If you’ve been involved with the web for any significant amount of time, there is a good chance there may be pages up somewhere that you’re not thrilled about, but are out of your power to remove. Whether it is a page you made in high school or somebody else talking smack about you, you’re concerned about your online reputation (as you should be) and would like to see the page removed from Google’s index altogether.
Unfortunately, Google cannot be held responsible for this because as they say on the official help page for “How do I remove content from Google Search Results?” they do not own the Internet. The company says, “In order for information within Google search results to change, the information must first change on the website where it appears.”
Google’s Matt Cutts posted about this on his own blog after receiving countless emails from people making such requests. He was kind enough to share his response to these emails, which usually goes something like this:
Unfortunately there’s not much I can do. The page you pointed out is not spam, and pretty much the only removals (at least in the U.S., which is what I know about) that we do for legal reasons are if a court orders us. We typically say that if person A doesn’t like a webpage B, only removing page B out of Google’s search results doesn’t do any good because webpage B is still there (e.g. it can be found by going to it directly or through other search engines). In that sense, the presence of that page in Google’s index is just reflecting the fact that the page exists on the wider web.
The best actions for you from our perspective can be one of a couple options. Either contact whoever put up webpage B and convince them to modify or to take the page down. Or if the page is doing something against the law, get a court to agree with you and force webpage B to be removed or changed. We really don’t want to be taking sides in a he-said/she-said dispute, so that’s why we typically say “Get the page fixed, changed, or removed on the web and then Google will update our index with those changes the next time that we crawl that page.” Our policies outside the U.S. might be different; I’m not as familiar with how legal stuff works outside the U.S.
This is pretty much the same thing you get from the official page. “If you can’t get the webmaster to do anything, we’re really sorry, but our hands are tied without action from the webmaster,” is the position stated there.
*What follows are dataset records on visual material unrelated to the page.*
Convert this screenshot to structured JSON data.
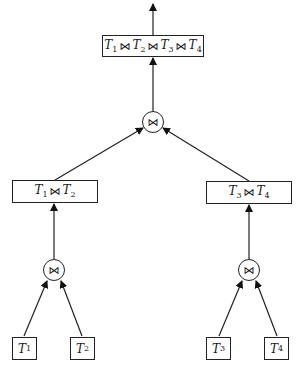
{
  "diagram": {
    "type": "join-tree",
    "join_symbol": "⋈",
    "root": {
      "label_parts": [
        {
          "rel": "T",
          "sub": "1"
        },
        {
          "rel": "T",
          "sub": "2"
        },
        {
          "rel": "T",
          "sub": "3"
        },
        {
          "rel": "T",
          "sub": "4"
        }
      ]
    },
    "intermediate": {
      "left": {
        "label_parts": [
          {
            "rel": "T",
            "sub": "1"
          },
          {
            "rel": "T",
            "sub": "2"
          }
        ]
      },
      "right": {
        "label_parts": [
          {
            "rel": "T",
            "sub": "3"
          },
          {
            "rel": "T",
            "sub": "4"
          }
        ]
      }
    },
    "leaves": [
      {
        "rel": "T",
        "sub": "1"
      },
      {
        "rel": "T",
        "sub": "2"
      },
      {
        "rel": "T",
        "sub": "3"
      },
      {
        "rel": "T",
        "sub": "4"
      }
    ],
    "join_nodes": [
      "⋈",
      "⋈",
      "⋈"
    ]
  }
}
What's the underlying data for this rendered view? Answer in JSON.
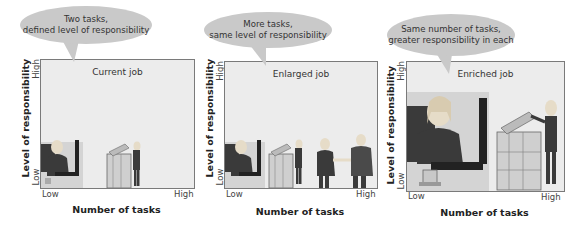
{
  "panels": [
    {
      "bubble": {
        "line1": "Two tasks,",
        "line2": "defined level of responsibility"
      },
      "title": "Current job",
      "y_axis": {
        "label": "Level of responsibility",
        "low": "Low",
        "high": "High"
      },
      "x_axis": {
        "label": "Number of tasks",
        "low": "Low",
        "high": "High"
      },
      "tasks": [
        "desk-worker",
        "copier-worker"
      ]
    },
    {
      "bubble": {
        "line1": "More tasks,",
        "line2": "same level of responsibility"
      },
      "title": "Enlarged job",
      "y_axis": {
        "label": "Level of responsibility",
        "low": "Low",
        "high": "High"
      },
      "x_axis": {
        "label": "Number of tasks",
        "low": "Low",
        "high": "High"
      },
      "tasks": [
        "desk-worker",
        "copier-worker",
        "handshake"
      ]
    },
    {
      "bubble": {
        "line1": "Same number of tasks,",
        "line2": "greater responsibility in each"
      },
      "title": "Enriched job",
      "y_axis": {
        "label": "Level of responsibility",
        "low": "Low",
        "high": "High"
      },
      "x_axis": {
        "label": "Number of tasks",
        "low": "Low",
        "high": "High"
      },
      "tasks": [
        "desk-worker-large",
        "copier-worker-large"
      ]
    }
  ],
  "colors": {
    "bubble": "#c9c9c9",
    "box_fill": "#ececec",
    "box_border": "#7a7a7a",
    "desk_bg": "#d4d4d4",
    "suit": "#3a3a3a"
  }
}
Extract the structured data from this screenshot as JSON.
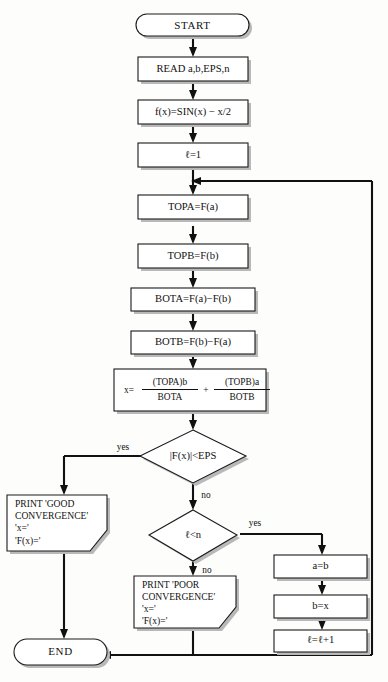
{
  "diagram": {
    "background_color": "#fdfdfb",
    "line_color": "#111111",
    "node_fill": "#ffffff"
  },
  "nodes": {
    "start": {
      "label": "START",
      "shape": "terminator"
    },
    "read": {
      "label": "READ a,b,EPS,n",
      "shape": "process"
    },
    "fx_def": {
      "label": "f(x)=SIN(x) − x/2",
      "shape": "process"
    },
    "l_init": {
      "label": "ℓ=1",
      "shape": "process"
    },
    "topa": {
      "label": "TOPA=F(a)",
      "shape": "process"
    },
    "topb": {
      "label": "TOPB=F(b)",
      "shape": "process"
    },
    "bota": {
      "label": "BOTA=F(a)−F(b)",
      "shape": "process"
    },
    "botb": {
      "label": "BOTB=F(b)−F(a)",
      "shape": "process"
    },
    "formula": {
      "shape": "process",
      "lead": "x=",
      "num1": "(TOPA)b",
      "den1": "BOTA",
      "operator": "+",
      "num2": "(TOPB)a",
      "den2": "BOTB",
      "plain": "x=(TOPA)b/BOTA + (TOPB)a/BOTB"
    },
    "decision_eps": {
      "label": "|F(x)|<EPS",
      "shape": "decision"
    },
    "decision_n": {
      "label": "ℓ<n",
      "shape": "decision"
    },
    "print_good": {
      "shape": "output",
      "lines": [
        "PRINT 'GOOD",
        "CONVERGENCE'",
        "'x='",
        "'F(x)='"
      ]
    },
    "print_poor": {
      "shape": "output",
      "lines": [
        "PRINT 'POOR",
        "CONVERGENCE'",
        "'x='",
        "'F(x)='"
      ]
    },
    "assign_a": {
      "label": "a=b",
      "shape": "process"
    },
    "assign_b": {
      "label": "b=x",
      "shape": "process"
    },
    "increment": {
      "label": "ℓ=ℓ+1",
      "shape": "process"
    },
    "end": {
      "label": "END",
      "shape": "terminator"
    }
  },
  "branch_labels": {
    "eps_yes": "yes",
    "eps_no": "no",
    "n_yes": "yes",
    "n_no": "no"
  }
}
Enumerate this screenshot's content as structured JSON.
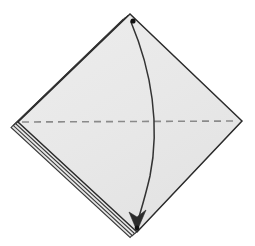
{
  "figure": {
    "type": "origami-fold-diagram",
    "canvas": {
      "width": 255,
      "height": 246,
      "background": "#ffffff"
    }
  },
  "colors": {
    "paper_fill": "#e8e8e8",
    "paper_fill_light": "#efefef",
    "edge_stroke": "#2b2b2b",
    "layer_stroke": "#3a3a3a",
    "fold_line": "#8a8a8a",
    "arrow_stroke": "#333333",
    "dot_fill": "#111111",
    "background": "#ffffff"
  },
  "geometry": {
    "vertices": {
      "top": {
        "label": "top-corner",
        "x": 130,
        "y": 14
      },
      "left": {
        "label": "left-corner",
        "x": 18,
        "y": 122
      },
      "right": {
        "label": "right-corner",
        "x": 242,
        "y": 121
      },
      "bottom": {
        "label": "bottom-corner",
        "x": 137,
        "y": 232
      }
    },
    "paper_outline_points": "130,14 242,121 137,232 18,122",
    "layer_count": 4,
    "layer_offset_px": 3.2,
    "layered_edge": "upper-left"
  },
  "fold_line": {
    "name": "valley-fold-line",
    "style": "dashed",
    "x1": 22,
    "y1": 122,
    "x2": 238,
    "y2": 121,
    "dash_pattern": "7 5",
    "stroke_width": 1.6
  },
  "fold_arrow": {
    "name": "fold-direction-arrow",
    "path": "M 131 22 C 152 72, 160 126, 150 176 C 144 202, 139 216, 137 224",
    "stroke_width": 1.5,
    "arrowhead": {
      "points": "137,231 129,212 137,217 146,210",
      "direction": "down"
    }
  },
  "markers": {
    "start_dot": {
      "name": "start-point-dot",
      "cx": 133,
      "cy": 21,
      "r": 2.6
    },
    "end_dot": {
      "name": "end-point-dot",
      "cx": 137,
      "cy": 228,
      "r": 2.4
    }
  },
  "chart_data": {
    "type": "diagram",
    "elements": [
      {
        "name": "paper-diamond",
        "kind": "polygon",
        "points": [
          [
            130,
            14
          ],
          [
            242,
            121
          ],
          [
            137,
            232
          ],
          [
            18,
            122
          ]
        ]
      },
      {
        "name": "layer-stack",
        "kind": "parallel-lines",
        "edge": [
          [
            130,
            14
          ],
          [
            18,
            122
          ]
        ],
        "count": 4
      },
      {
        "name": "valley-fold-line",
        "kind": "dashed-line",
        "from": [
          22,
          122
        ],
        "to": [
          238,
          121
        ]
      },
      {
        "name": "fold-direction-arrow",
        "kind": "curved-arrow",
        "from": [
          133,
          21
        ],
        "to": [
          137,
          228
        ],
        "bulge": "right"
      },
      {
        "name": "start-point-dot",
        "kind": "dot",
        "at": [
          133,
          21
        ]
      },
      {
        "name": "end-point-dot",
        "kind": "dot",
        "at": [
          137,
          228
        ]
      }
    ]
  }
}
Though Google uses the opportunity to suggest reporting social security or credit card information in results, adult content in results when SafeSearch is on, defamatory content in results, and inappropriate images in video results. So if the content you’re trying to get removed falls into any of these categories, there might still be hope for you.
Once people understand that Google can’t take responsibility for listings they don’t like, they seem (for the most part) to accept the explanation. It’s the understanding in the first place that is often lacking. Hopefully Matt’s comments will set the record straight.
Ultimately this leaves you no choice but to amp up your reputation management efforts. Go to the root of the problem. Make nice with people if you have to. It won’t always work, but just like with the rest of life, sometimes you have to live with past mistakes and acceptance that someone might not like you.